In all ticks the rostrum is a characteristic feature. It consists centrally and interiorly of a dart covered below and on each side by rows of teeth turned backward, which, when imbedded in the skin, hold so firmly that the parasite may be pulled in two in any attempt to pull it out. Above this dart and on the two sides lie the cheliferæ (horns), each furnished with three or four teeth turned outwardly and more or less recurved, by which the dart is worked into the skin. Finally, on the lateral sides of this central apparatus, are the two maxillary palpi, which are not inserted into the skin, but applied against it and operate as feelers prior to and during the insertion of the dart and cheliferæ. The maxillary palpi are club-shaped and soft.
Ticks pass through three moultings before they attain to the sexually mature eight-legged form, and though the hexapod larvæ attach themselves to animals and irritate the skin by their bites, it is only the mature, impregnated egg-bearing female that lives exclusively on blood and sucks this to excess.
While given species of ticks show a preference for particular genera of animals, yet ticks generally in their vagabond life will leave the long grass and brush where they have been hatched to become temporarily the guests of any passing animal. It is, therefore, premature to seek to identify any single species of tick as the only bearer of the infection, and it is quite possible that any one of several species may contribute to its propagation.
Experimental Infection by the Tick. W. Williams muzzled four sheep from a healthy district and turned them for several hours a day on a tick-infested field, and two sickened—one on the eighth day and one on the sixteenth. Twelve ticks sent out of the district and put on a healthy sheep caused illness on the tenth day. In a second experiment with ten sheep, during a colder spring, when there were fewer ticks, no deaths occurred.
Meek and Greig-Smith turned twenty sheep on a tick-infested louping-ill pasture, six of the number wearing muzzles to prevent grazing, seven having been dressed with a mixture of sweet oil, 2 quarts; castor oil, 1 quart; train oil, 1 quart; pitch oil, 3 gills, and cade oil, 1 gill, while the remaining seven were unmuzzled and undressed. The muzzled sheep were regularly taken out and fed on food from a healthy locality. At the end of a fortnight oils were reapplied on the second lot (seven sheep). No ticks appeared on these sheep, while many were found on the undressed ones. On the fifteenth one of the unmuzzled and untreated sheep sickened and died with lesions of louping-ill. On the twenty-second day one of the muzzled sheep sickened, and died of louping-ill next morning. On the thirty-first day another of the muzzled sheep took ill and on the thirty-eighth was killed. It showed characteristic symptoms and lesions. The seven salved sheep, on which no ticks could at any time be found, remained healthy throughout.
Bacteriology. W. Williams describes a bacillus which he figures as forming filaments of very uneven breadth, with frequent branching (contrary to the habit of bacilli), and forming spores in clusters. These were obtained from the coagulum of the cerebro-spinal fluid and Meek and Greig-Smith conclude that the alleged mycelium was but the filaments of fibrin.
McFadyean found pus microbes.
Meek and Greig-Smith (Veterinarian, 1896–7) found in the black bloody swellings under the skin, where the ticks had inserted their proboscides, a variety of microbes which in pure cultures did not provoke louping-ill. These included staphylococcus cereus albus, sarcina lutea, bacterium putridum, bacterium coli commune, micrococcus sulphurous, micrococcus bicolor, and micrococcus caudicans. He also found penicillium glaucum. Two organisms allied to the bacterium fluorescens and designated as β and γ (G) respectively, were found in these sores and produced in rabbits and sheep nervous disorders and lesions which could be fairly identified with louping-ill. These are about 1.5 to 1.7μ long by 0.7μ broad, and chromogenic with a special fluorescent appearance. Microbe β inoculated on a rabbit caused on the second day rhythmic movements of the head downward and to one side, the eyelids closing as the head dropped, as if the animal were constantly falling asleep. In another rabbit it caused stiffness of the legs only and in a third it had no effect. Microbe γ when cultivated ærobically was harmless to rabbits, but when grown anærobically on mutton bouillon to which a drop of blood had been added, it caused on the second day general paralysis of the neck and limbs, spasmodic twitching of the muscles, dyspnœa and feeble heart action. Two rabbits which survived the early effects developed large axillary and inguinal abscesses four months later.
A lamb inoculated with the bouillon culture of γ showed after thirteen days, lameness of one hind limb, with paresis, and a disposition to fall to one side or the other. Two months later, when it had greatly improved, a second inoculation of microbe γ grown anærobically in bouillon and blood, caused, on the third day, a severe aggravation of the lameness.
Accessory Causes. Much depends on the abundance of old dried grasses of the previous year in which the larval ticks may hibernate. Land that has been burnt over in winter, that is cleared of brush, or in which the aftermath has been killed by free salting or liming will be largely cleared of the ticks.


**Try it:**
Where the records below show the word "point" in a line, please copy that line.

>>

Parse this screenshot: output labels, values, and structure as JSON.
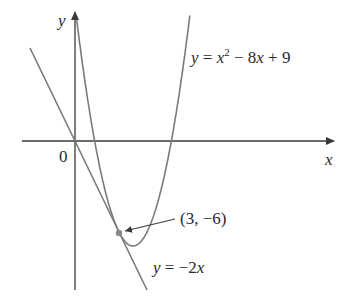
{
  "chart_data": {
    "type": "line",
    "title": "",
    "xlabel": "x",
    "ylabel": "y",
    "origin_label": "0",
    "grid": false,
    "series": [
      {
        "name": "y = x^2 - 8x + 9",
        "function": "x^2 - 8x + 9",
        "kind": "parabola"
      },
      {
        "name": "y = -2x",
        "function": "-2x",
        "kind": "tangent line"
      }
    ],
    "annotations": [
      {
        "label": "(3, -6)",
        "point": [
          3,
          -6
        ],
        "note": "point of tangency"
      }
    ],
    "xlim": [
      -3.1,
      10.5
    ],
    "ylim": [
      -9.8,
      8.6
    ]
  },
  "labels": {
    "y_axis": "y",
    "x_axis": "x",
    "origin": "0",
    "parabola_eq": {
      "y": "y",
      "eq": " = ",
      "x": "x",
      "sup": "2",
      "rest1": " − 8",
      "x2": "x",
      "rest2": " + 9"
    },
    "line_eq": {
      "y": "y",
      "eq": " = −2",
      "x": "x"
    },
    "point": "(3, −6)"
  },
  "colors": {
    "curve": "#7a7a7a",
    "axis": "#3a3a3a",
    "text": "#2a2a2a",
    "point": "#8a8a8a"
  }
}
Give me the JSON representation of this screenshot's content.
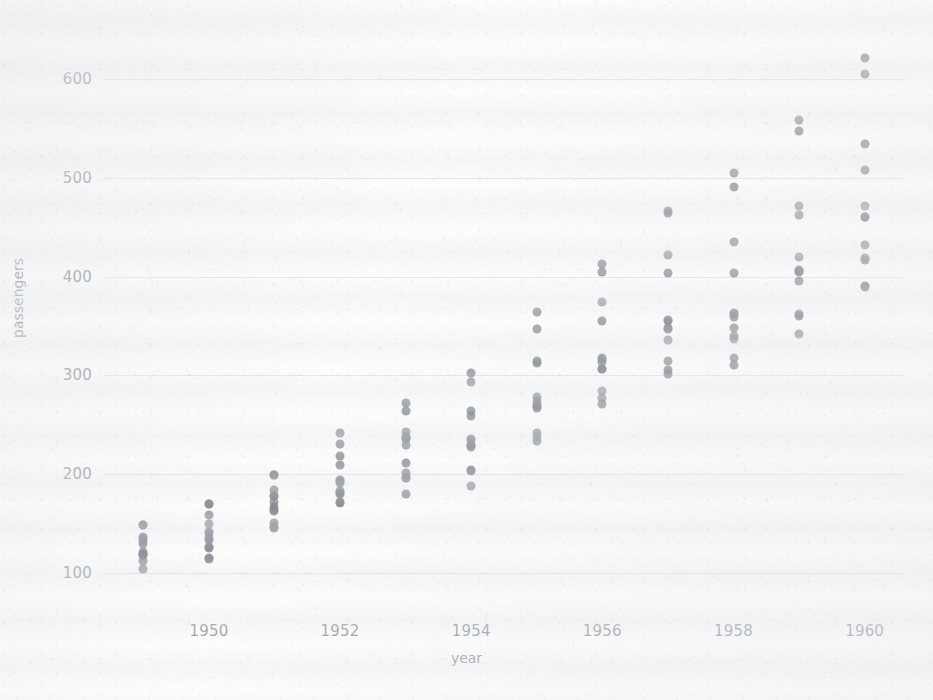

<<

**Solution:**
        "point": [
        "note": "point of tangency"
    "point": "(3, −6)"
    "point": "#8a8a8a"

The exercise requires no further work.